Christian Rembe
TU Clausthal
Institute for Electrical Information Technology
email: rembe@iei.tu-clausthal.de
Abstract:
Squeezed Light Sensors employ entanglements of quantum states of light in order to improve sensing resolution. The technology is successfully implemented in the homodyne interferometers of gravitational wave detectors where squeezed light decreased the noise level the resolution substantially. This is particularly important because Brownian motions generated by laser heating of the mirrors prevent further noise improvement with higher light-power levels. The resolution improvement with squeezed light increased the detected number of events from 2 in the first 6 month to 2 per month and even the merger of neutron stars can now be measured.
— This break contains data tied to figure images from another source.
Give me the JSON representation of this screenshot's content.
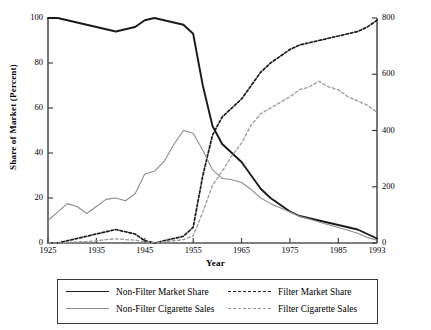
{
  "chart_data": {
    "type": "line",
    "title": "",
    "xlabel": "Year",
    "ylabel": "Share of Market (Percent)",
    "ylabel_right": "Cigarette Sales (Billions)",
    "xlim": [
      1925,
      1993
    ],
    "ylim": [
      0,
      100
    ],
    "ylim_right": [
      0,
      800
    ],
    "grid": false,
    "legend_position": "bottom",
    "xticks": [
      "1925",
      "1935",
      "1945",
      "1955",
      "1965",
      "1975",
      "1985",
      "1993"
    ],
    "xtick_values": [
      1925,
      1935,
      1945,
      1955,
      1965,
      1975,
      1985,
      1993
    ],
    "yticks_left": [
      "0",
      "20",
      "40",
      "60",
      "80",
      "100"
    ],
    "ytick_values_left": [
      0,
      20,
      40,
      60,
      80,
      100
    ],
    "yticks_right": [
      "0",
      "200",
      "400",
      "600",
      "800"
    ],
    "ytick_values_right": [
      0,
      200,
      400,
      600,
      800
    ],
    "series": [
      {
        "name": "Non-Filter Market Share",
        "axis": "left",
        "units": "percent",
        "style": "solid",
        "color": "#1a1a1a",
        "width": 1.9,
        "x": [
          1925,
          1927,
          1929,
          1931,
          1933,
          1935,
          1937,
          1939,
          1941,
          1943,
          1945,
          1947,
          1949,
          1951,
          1953,
          1955,
          1957,
          1959,
          1961,
          1963,
          1965,
          1967,
          1969,
          1971,
          1973,
          1975,
          1977,
          1979,
          1981,
          1983,
          1985,
          1987,
          1989,
          1991,
          1993
        ],
        "y": [
          100,
          100,
          99,
          98,
          97,
          96,
          95,
          94,
          95,
          96,
          99,
          100,
          99,
          98,
          97,
          93,
          70,
          52,
          44,
          40,
          36,
          30,
          24,
          20,
          17,
          14,
          12,
          11,
          10,
          9,
          8,
          7,
          6,
          4,
          2
        ]
      },
      {
        "name": "Filter Market Share",
        "axis": "left",
        "units": "percent",
        "style": "dashed",
        "color": "#1a1a1a",
        "width": 1.7,
        "x": [
          1925,
          1927,
          1929,
          1931,
          1933,
          1935,
          1937,
          1939,
          1941,
          1943,
          1945,
          1947,
          1949,
          1951,
          1953,
          1955,
          1957,
          1959,
          1961,
          1963,
          1965,
          1967,
          1969,
          1971,
          1973,
          1975,
          1977,
          1979,
          1981,
          1983,
          1985,
          1987,
          1989,
          1991,
          1993
        ],
        "y": [
          0,
          0,
          1,
          2,
          3,
          4,
          5,
          6,
          5,
          4,
          1,
          0,
          1,
          2,
          3,
          7,
          30,
          48,
          56,
          60,
          64,
          70,
          76,
          80,
          83,
          86,
          88,
          89,
          90,
          91,
          92,
          93,
          94,
          96,
          99
        ]
      },
      {
        "name": "Non-Filter Cigarette Sales",
        "axis": "right",
        "units": "billions",
        "style": "solid",
        "color": "#8c8c8c",
        "width": 1.1,
        "x": [
          1925,
          1927,
          1929,
          1931,
          1933,
          1935,
          1937,
          1939,
          1941,
          1943,
          1945,
          1947,
          1949,
          1951,
          1953,
          1955,
          1957,
          1959,
          1961,
          1963,
          1965,
          1967,
          1969,
          1971,
          1973,
          1975,
          1977,
          1979,
          1981,
          1983,
          1985,
          1987,
          1989,
          1991,
          1993
        ],
        "y": [
          80,
          110,
          140,
          130,
          105,
          130,
          155,
          160,
          150,
          175,
          245,
          255,
          290,
          350,
          400,
          390,
          330,
          260,
          230,
          225,
          215,
          190,
          160,
          140,
          125,
          110,
          95,
          85,
          75,
          65,
          55,
          45,
          35,
          20,
          10
        ]
      },
      {
        "name": "Filter Cigarette Sales",
        "axis": "right",
        "units": "billions",
        "style": "dashed",
        "color": "#9a9a9a",
        "width": 1.3,
        "x": [
          1925,
          1927,
          1929,
          1931,
          1933,
          1935,
          1937,
          1939,
          1941,
          1943,
          1945,
          1947,
          1949,
          1951,
          1953,
          1955,
          1957,
          1959,
          1961,
          1963,
          1965,
          1967,
          1969,
          1971,
          1973,
          1975,
          1977,
          1979,
          1981,
          1983,
          1985,
          1987,
          1989,
          1991,
          1993
        ],
        "y": [
          0,
          0,
          2,
          4,
          5,
          8,
          12,
          15,
          12,
          10,
          3,
          2,
          4,
          8,
          12,
          25,
          110,
          205,
          255,
          310,
          355,
          420,
          460,
          480,
          500,
          520,
          545,
          555,
          575,
          555,
          545,
          520,
          505,
          490,
          465
        ]
      }
    ],
    "annotations": []
  },
  "axes": {
    "left_title": "Share of Market (Percent)",
    "right_title": "Cigarette Sales (Billions)",
    "x_title": "Year"
  },
  "legend": {
    "entries": [
      {
        "label": "Non-Filter Market Share",
        "swatch": "solid-black-line-icon"
      },
      {
        "label": "Filter Market Share",
        "swatch": "dashed-black-line-icon"
      },
      {
        "label": "Non-Filter Cigarette Sales",
        "swatch": "solid-gray-line-icon"
      },
      {
        "label": "Filter Cigarette Sales",
        "swatch": "dashed-gray-line-icon"
      }
    ]
  }
}
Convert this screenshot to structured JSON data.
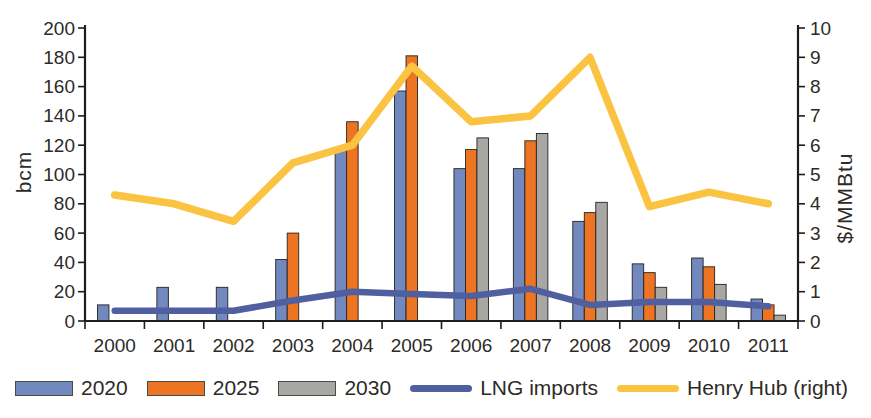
{
  "chart_data": {
    "type": "combo-bar-line",
    "title": "",
    "categories": [
      "2000",
      "2001",
      "2002",
      "2003",
      "2004",
      "2005",
      "2006",
      "2007",
      "2008",
      "2009",
      "2010",
      "2011"
    ],
    "bar_series": [
      {
        "name": "2020",
        "color": "#7289bf",
        "axis": "left",
        "values": [
          11,
          23,
          23,
          42,
          117,
          157,
          104,
          104,
          68,
          39,
          43,
          15
        ]
      },
      {
        "name": "2025",
        "color": "#ec7423",
        "axis": "left",
        "values": [
          null,
          null,
          null,
          60,
          136,
          181,
          117,
          123,
          74,
          33,
          37,
          11
        ]
      },
      {
        "name": "2030",
        "color": "#a9a7a3",
        "axis": "left",
        "values": [
          null,
          null,
          null,
          null,
          null,
          null,
          125,
          128,
          81,
          23,
          25,
          4
        ]
      }
    ],
    "line_series": [
      {
        "name": "LNG imports",
        "color": "#4f5fa0",
        "axis": "left",
        "stroke_width": 6.5,
        "values": [
          7,
          7,
          7,
          14,
          20,
          18.5,
          17,
          22,
          11,
          13,
          13,
          10
        ]
      },
      {
        "name": "Henry Hub (right)",
        "color": "#fac341",
        "axis": "right",
        "stroke_width": 7.5,
        "values": [
          4.3,
          4.0,
          3.4,
          5.4,
          6.0,
          8.7,
          6.8,
          7.0,
          9.0,
          3.9,
          4.4,
          4.0
        ]
      }
    ],
    "left_axis": {
      "label": "bcm",
      "min": 0,
      "max": 200,
      "step": 20
    },
    "right_axis": {
      "label": "$/MMBtu",
      "min": 0,
      "max": 10,
      "step": 1
    },
    "legend_position": "bottom",
    "grid": false,
    "colors": {
      "axis": "#1d1d1b",
      "text": "#2d2b28",
      "bar_outline": "#26231f",
      "background": "#ffffff"
    }
  }
}
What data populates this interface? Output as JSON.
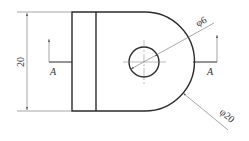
{
  "drawing": {
    "type": "engineering-orthographic-view",
    "dimensions": {
      "height": "20",
      "hole_diameter": "φ6",
      "arc_diameter": "φ20"
    },
    "section_labels": {
      "left": "A",
      "right": "A"
    },
    "colors": {
      "outline": "#2b2b2b",
      "dimension": "#6a6a6a",
      "background": "#ffffff"
    }
  }
}
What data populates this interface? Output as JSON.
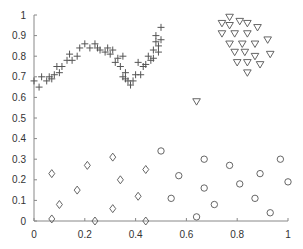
{
  "chart_data": {
    "type": "scatter",
    "title": "",
    "xlabel": "",
    "ylabel": "",
    "xlim": [
      0,
      1
    ],
    "ylim": [
      0,
      1
    ],
    "grid": false,
    "legend": null,
    "x_ticks": [
      "0",
      "0.2",
      "0.4",
      "0.6",
      "0.8",
      "1"
    ],
    "y_ticks": [
      "0",
      "0.1",
      "0.2",
      "0.3",
      "0.4",
      "0.5",
      "0.6",
      "0.7",
      "0.8",
      "0.9",
      "1"
    ],
    "series": [
      {
        "name": "plus",
        "marker": "+",
        "points": [
          [
            0.0,
            0.68
          ],
          [
            0.02,
            0.65
          ],
          [
            0.03,
            0.7
          ],
          [
            0.05,
            0.68
          ],
          [
            0.06,
            0.7
          ],
          [
            0.07,
            0.69
          ],
          [
            0.08,
            0.71
          ],
          [
            0.09,
            0.75
          ],
          [
            0.1,
            0.72
          ],
          [
            0.11,
            0.75
          ],
          [
            0.13,
            0.78
          ],
          [
            0.14,
            0.81
          ],
          [
            0.15,
            0.78
          ],
          [
            0.17,
            0.8
          ],
          [
            0.18,
            0.84
          ],
          [
            0.2,
            0.86
          ],
          [
            0.22,
            0.84
          ],
          [
            0.24,
            0.86
          ],
          [
            0.25,
            0.84
          ],
          [
            0.26,
            0.83
          ],
          [
            0.28,
            0.82
          ],
          [
            0.29,
            0.84
          ],
          [
            0.3,
            0.81
          ],
          [
            0.31,
            0.83
          ],
          [
            0.32,
            0.77
          ],
          [
            0.33,
            0.79
          ],
          [
            0.34,
            0.75
          ],
          [
            0.35,
            0.8
          ],
          [
            0.35,
            0.7
          ],
          [
            0.36,
            0.72
          ],
          [
            0.36,
            0.69
          ],
          [
            0.37,
            0.68
          ],
          [
            0.38,
            0.66
          ],
          [
            0.39,
            0.68
          ],
          [
            0.4,
            0.71
          ],
          [
            0.41,
            0.77
          ],
          [
            0.42,
            0.71
          ],
          [
            0.43,
            0.75
          ],
          [
            0.44,
            0.76
          ],
          [
            0.45,
            0.8
          ],
          [
            0.46,
            0.78
          ],
          [
            0.47,
            0.83
          ],
          [
            0.47,
            0.79
          ],
          [
            0.48,
            0.87
          ],
          [
            0.48,
            0.9
          ],
          [
            0.49,
            0.85
          ],
          [
            0.49,
            0.82
          ],
          [
            0.5,
            0.88
          ],
          [
            0.5,
            0.94
          ]
        ]
      },
      {
        "name": "triangle",
        "marker": "v",
        "points": [
          [
            0.77,
            0.99
          ],
          [
            0.74,
            0.96
          ],
          [
            0.77,
            0.95
          ],
          [
            0.81,
            0.97
          ],
          [
            0.84,
            0.96
          ],
          [
            0.88,
            0.94
          ],
          [
            0.74,
            0.91
          ],
          [
            0.79,
            0.91
          ],
          [
            0.84,
            0.91
          ],
          [
            0.77,
            0.86
          ],
          [
            0.82,
            0.86
          ],
          [
            0.87,
            0.86
          ],
          [
            0.92,
            0.88
          ],
          [
            0.79,
            0.82
          ],
          [
            0.83,
            0.82
          ],
          [
            0.87,
            0.8
          ],
          [
            0.93,
            0.81
          ],
          [
            0.8,
            0.77
          ],
          [
            0.84,
            0.77
          ],
          [
            0.89,
            0.76
          ],
          [
            0.84,
            0.72
          ],
          [
            0.64,
            0.58
          ]
        ]
      },
      {
        "name": "circle",
        "marker": "o",
        "points": [
          [
            0.5,
            0.34
          ],
          [
            0.67,
            0.3
          ],
          [
            0.77,
            0.27
          ],
          [
            0.97,
            0.3
          ],
          [
            0.57,
            0.22
          ],
          [
            0.89,
            0.23
          ],
          [
            0.81,
            0.18
          ],
          [
            1.0,
            0.19
          ],
          [
            0.67,
            0.16
          ],
          [
            0.54,
            0.11
          ],
          [
            0.87,
            0.11
          ],
          [
            0.71,
            0.08
          ],
          [
            0.93,
            0.04
          ],
          [
            0.64,
            0.02
          ]
        ]
      },
      {
        "name": "diamond",
        "marker": "d",
        "points": [
          [
            0.07,
            0.23
          ],
          [
            0.31,
            0.31
          ],
          [
            0.21,
            0.27
          ],
          [
            0.44,
            0.25
          ],
          [
            0.34,
            0.2
          ],
          [
            0.17,
            0.15
          ],
          [
            0.41,
            0.12
          ],
          [
            0.1,
            0.08
          ],
          [
            0.31,
            0.06
          ],
          [
            0.07,
            0.01
          ],
          [
            0.24,
            0.0
          ],
          [
            0.44,
            0.0
          ]
        ]
      }
    ]
  },
  "style": {
    "marker_color": "#555555",
    "axis_color": "#888888",
    "background": "#ffffff"
  }
}
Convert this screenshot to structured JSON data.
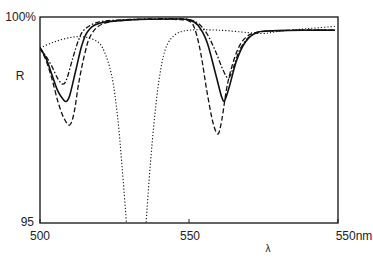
{
  "chart_data": {
    "type": "line",
    "title": "",
    "xlabel": "λ",
    "ylabel": "R",
    "xlim": [
      500,
      600
    ],
    "ylim": [
      95,
      100
    ],
    "x_ticks": [
      {
        "value": 500,
        "label": "500"
      },
      {
        "value": 550,
        "label": "550"
      },
      {
        "value": 600,
        "label": "550nm"
      }
    ],
    "y_ticks": [
      {
        "value": 100,
        "label": "100%"
      },
      {
        "value": 95,
        "label": "95"
      }
    ],
    "grid": false,
    "legend": null,
    "series": [
      {
        "name": "dotted",
        "style": "dotted",
        "points": [
          [
            500,
            99.25
          ],
          [
            505,
            99.4
          ],
          [
            510,
            99.5
          ],
          [
            514,
            99.52
          ],
          [
            518,
            99.45
          ],
          [
            521,
            99.25
          ],
          [
            524,
            98.6
          ],
          [
            526,
            97.6
          ],
          [
            527.5,
            96.4
          ],
          [
            529,
            95.0
          ],
          [
            529.3,
            94.5
          ],
          [
            535.3,
            94.5
          ],
          [
            535.6,
            95.0
          ],
          [
            537,
            96.4
          ],
          [
            538.5,
            97.6
          ],
          [
            540,
            98.5
          ],
          [
            542,
            99.2
          ],
          [
            545,
            99.55
          ],
          [
            550,
            99.68
          ],
          [
            560,
            99.68
          ],
          [
            570,
            99.62
          ],
          [
            575,
            99.6
          ],
          [
            580,
            99.65
          ],
          [
            590,
            99.72
          ],
          [
            599,
            99.77
          ]
        ]
      },
      {
        "name": "solid",
        "style": "solid",
        "points": [
          [
            500,
            99.25
          ],
          [
            502,
            99.0
          ],
          [
            504,
            98.6
          ],
          [
            506,
            98.2
          ],
          [
            508,
            97.98
          ],
          [
            509,
            97.96
          ],
          [
            510,
            98.1
          ],
          [
            512,
            98.7
          ],
          [
            514,
            99.3
          ],
          [
            516,
            99.65
          ],
          [
            520,
            99.85
          ],
          [
            530,
            99.93
          ],
          [
            545,
            99.95
          ],
          [
            550,
            99.93
          ],
          [
            553,
            99.8
          ],
          [
            556,
            99.4
          ],
          [
            559,
            98.6
          ],
          [
            561,
            98.05
          ],
          [
            562,
            97.98
          ],
          [
            563.5,
            98.3
          ],
          [
            566,
            98.95
          ],
          [
            569,
            99.4
          ],
          [
            573,
            99.63
          ],
          [
            580,
            99.67
          ],
          [
            590,
            99.68
          ],
          [
            599,
            99.68
          ]
        ]
      },
      {
        "name": "dash-dot",
        "style": "dash-dot",
        "points": [
          [
            500,
            99.25
          ],
          [
            502,
            99.05
          ],
          [
            504,
            98.8
          ],
          [
            506,
            98.5
          ],
          [
            507.7,
            98.37
          ],
          [
            509,
            98.5
          ],
          [
            511,
            99.0
          ],
          [
            513,
            99.45
          ],
          [
            515,
            99.7
          ],
          [
            520,
            99.88
          ],
          [
            530,
            99.94
          ],
          [
            545,
            99.96
          ],
          [
            550,
            99.94
          ],
          [
            553,
            99.85
          ],
          [
            556,
            99.6
          ],
          [
            559,
            99.15
          ],
          [
            561.5,
            98.7
          ],
          [
            563.3,
            98.52
          ],
          [
            565,
            98.8
          ],
          [
            567,
            99.2
          ],
          [
            570,
            99.5
          ],
          [
            574,
            99.64
          ],
          [
            580,
            99.67
          ],
          [
            590,
            99.68
          ],
          [
            599,
            99.68
          ]
        ]
      },
      {
        "name": "dashed",
        "style": "dashed",
        "points": [
          [
            500,
            99.25
          ],
          [
            502,
            98.95
          ],
          [
            504,
            98.5
          ],
          [
            506,
            97.95
          ],
          [
            508,
            97.55
          ],
          [
            510,
            97.38
          ],
          [
            511.5,
            97.7
          ],
          [
            513,
            98.4
          ],
          [
            515,
            99.1
          ],
          [
            517,
            99.55
          ],
          [
            521,
            99.83
          ],
          [
            530,
            99.93
          ],
          [
            545,
            99.94
          ],
          [
            550,
            99.9
          ],
          [
            552,
            99.7
          ],
          [
            554,
            99.1
          ],
          [
            556,
            98.2
          ],
          [
            558,
            97.45
          ],
          [
            559.7,
            97.16
          ],
          [
            561,
            97.5
          ],
          [
            563,
            98.4
          ],
          [
            566,
            99.15
          ],
          [
            569,
            99.5
          ],
          [
            573,
            99.63
          ],
          [
            580,
            99.67
          ],
          [
            590,
            99.68
          ],
          [
            599,
            99.68
          ]
        ]
      }
    ]
  }
}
The group Applied Metrology at Clausthal University of Technology explores the opportunities of squeezed light in industrial interferometer applications. The talk presents the goals and the first achievements of this research. The doctoral students Mengwei Yu and Lei Xiong work on heterodyne interferometry with squeezed light, which has some special demands that are highlighted in the presentation. First experiments in collaboration with the group of Roman Schnabel demonstrate an improvement of 3.5 dB for the detector-noise level in a heterodyne interferometer with limited measurement-light power [1]. An eye-save heterodyne interferometer at 1550 nm with 10 mW measurement power has a shot-noise limited carrier-to-noise ratio in the light field of already 168 dB, which is even more increased by squeezed light. It is challenging to transfer the potential signal-to-noise ratio to the demodulated signal of a heterodyne interferometer [2]. The talk presents challenges and first promising results.
[1] Yu, M., Gewecke, P., Südbeck, J., Schönbeck, A., Schnabel, R., & Rembe, C., Heterodyne laser Doppler vibrometer with squeezed light enhancement. Optics Letters, 48(21), 5607-5610 (2023).
[2] Yu, M., Schewe, M., Bauer, G., & Rembe, C., Improved demodulated phase signal resolution for carrier signals with small modulation index by clipping and synchronous sampling for heterodyne interferometers. Scientific Reports, 13(1), 8570 (2023).
Short CV:
Christian Rembe received the diploma in Physics from the University of Hanover, Germany, in 1994. From 1994 to 1999, he was a doctoral student at the University of Ulm in Germany where he received a doctor degree in Engineering (Dr.-Ing.). In 1999, he joined the Berkeley Sensor & Actuator Center at the University of California, Berkeley as postdoctoral fellow, supported by a Feodor-Lynen-Scholarship of the Alexander von Humboldt-Foundation and a MacKay Lecturer Fellowship from UC Berkeley. From 2001-2015 he headed the department Development Optics at the Polytec GmbH in Waldbronn, Germany. Since 2015, he is professor for Applied Metrology at the Clausthal University of Technology in Germany. In 2017, he became in addition the director of the Institute for Electrical Information Technology at the TU Clausthal. In 2022 and 2023, he was chair of the management board of the AHMT (working group of university lecturers in metrology of universities in Germany and Austria).